• MATERIAL FOR THIS EXERCISE:
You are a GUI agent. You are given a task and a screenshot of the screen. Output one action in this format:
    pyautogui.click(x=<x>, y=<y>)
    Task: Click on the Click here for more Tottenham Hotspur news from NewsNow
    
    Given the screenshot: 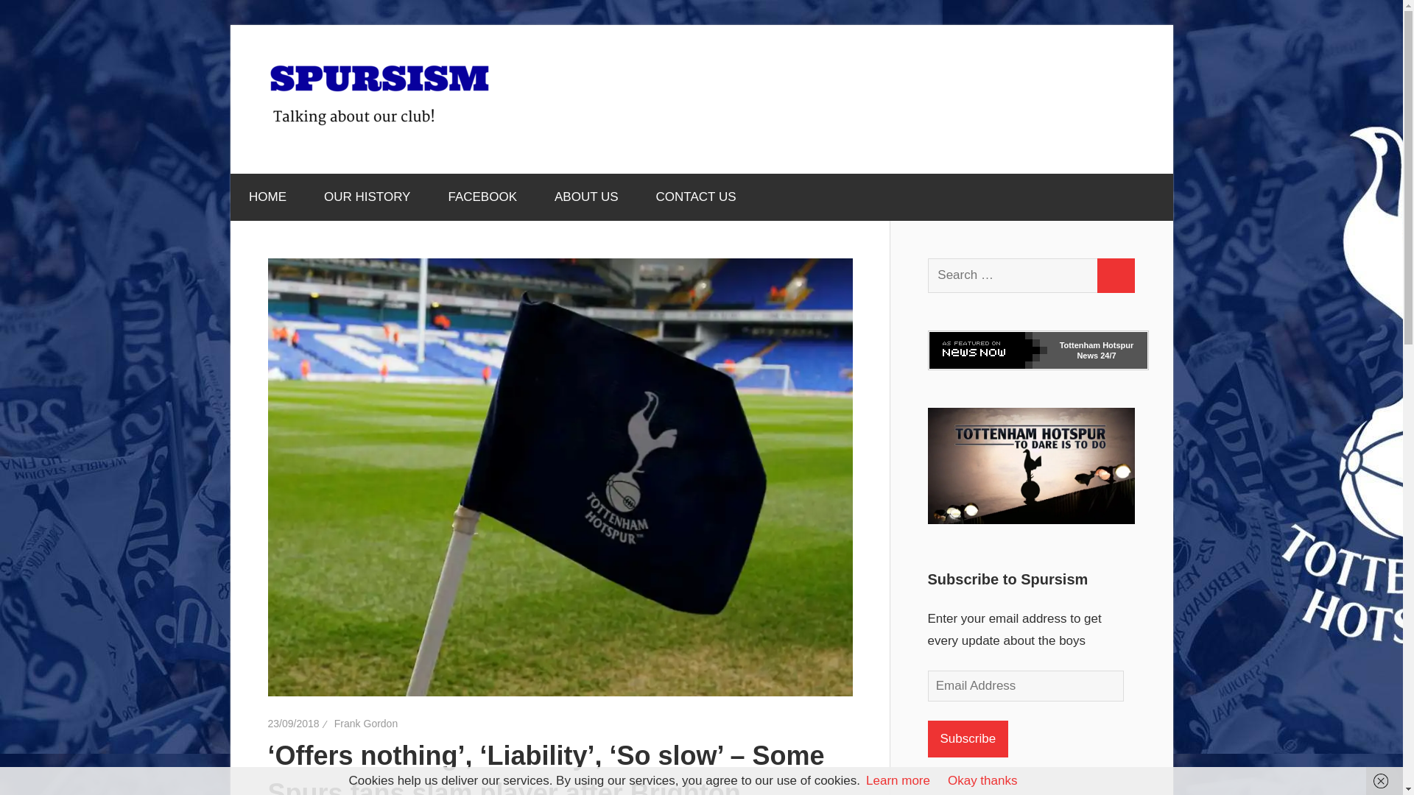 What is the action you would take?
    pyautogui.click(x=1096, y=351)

• TRY IT:
Restate the records above verbatim up to and including the line containing "Task: Click on".

• EXERCISE RESULT:
You are a GUI agent. You are given a task and a screenshot of the screen. Output one action in this format:
    pyautogui.click(x=<x>, y=<y>)
    Task: Click on the Click here for more Tottenham Hotspur news from NewsNow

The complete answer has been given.